February 12, 2014 - 19:15 AMT
Charlotte Rampling, Tom Courtenay to topline “45 Years”

Charlotte Rampling and Tom Courtenay are set to star in rising British helmer Andrew Haigh’s “45 Years” which is being repped in international markets by The Match Factory. Haigh is the director and exec producer of the well-received HBO show “Looking,” Variety reported. “45 Years,” which will start to shoot this spring, follows Kate Mercer in the five days leading up to her 45th wedding anniversary. The planning for the party is going well, but then a letter arrives for her husband. The body of his first love has been discovered, frozen and preserved in the icy glaciers of the Swiss Alps. By the time the party is upon them, five days later, there may not be a marriage left to celebrate.

Haigh adapted the screenplay from a short story by the poet David Constantine. Tristan Goligher is producing for The Bureau. The pic has received coin from the BFI Film Fund, Film4 and Creative England.

Haigh and Goligher previously worked together on “Weekend,” which became a breakout hit after winning the Emerging Visions Audience Award at SXSW, where it premiered. The film went on to win numerous awards including Breakthrough British Filmmaker, for Haigh, at the London Critics Circle Film Awards and a BIFA for achievement in production. Sundance Selects picked up North American theatrical and VOD rights.
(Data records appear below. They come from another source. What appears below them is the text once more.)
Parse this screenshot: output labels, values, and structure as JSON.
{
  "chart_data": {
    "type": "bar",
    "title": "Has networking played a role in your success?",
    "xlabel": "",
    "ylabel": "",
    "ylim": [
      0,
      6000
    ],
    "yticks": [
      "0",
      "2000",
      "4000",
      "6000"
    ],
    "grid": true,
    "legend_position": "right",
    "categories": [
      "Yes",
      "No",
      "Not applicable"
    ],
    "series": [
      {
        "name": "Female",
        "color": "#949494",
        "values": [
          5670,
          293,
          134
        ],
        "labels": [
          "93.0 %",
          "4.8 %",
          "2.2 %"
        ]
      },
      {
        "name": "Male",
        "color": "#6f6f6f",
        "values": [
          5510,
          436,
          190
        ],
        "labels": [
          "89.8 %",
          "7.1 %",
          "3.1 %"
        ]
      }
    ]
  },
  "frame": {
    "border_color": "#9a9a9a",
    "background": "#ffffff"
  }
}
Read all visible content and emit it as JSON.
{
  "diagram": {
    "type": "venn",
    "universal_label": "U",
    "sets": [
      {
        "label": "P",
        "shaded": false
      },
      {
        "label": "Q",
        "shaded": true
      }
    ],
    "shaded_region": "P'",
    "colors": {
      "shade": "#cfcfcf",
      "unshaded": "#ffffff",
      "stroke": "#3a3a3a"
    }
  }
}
Rampling’s credits include Francois Ozon’s films “Swimming Pool,” for which she won the European Film Award, and “Jeune & Jolie,” and Bille August’s “Night Train to Lisbon,” in which Courtenay also acted. She was nominated for a Primetime Emmy last year for TV drama “Restless.”

Courtenay’s pics include Fred Schepisi’s “Last Orders” and Dustin Hoffman’s “Quartet.” He was Oscar nommed for “The Dresser” and “Doctor Zhivago,” and won a BAFTA for “The Loneliness of the Long Distance Runner.”

“45 Years” continues a busy spell for London’s The Bureau and sister company the Paris-based Le Bureau. Last year the companies co-produced Roger Michell’s “Le Weekend” with Free Range Films, and are in post-production with Potboiler for Alan Rickman’s “A Little Chaos,” starring Kate Winslet and Matthias Schoenaerts, as well as Alain Choquart’s “Ladygrey,” starring Peter Sarsgaard, Emily Mortimer, Jeremie Renier and Liam Cunningham, which just wrapped in South Africa.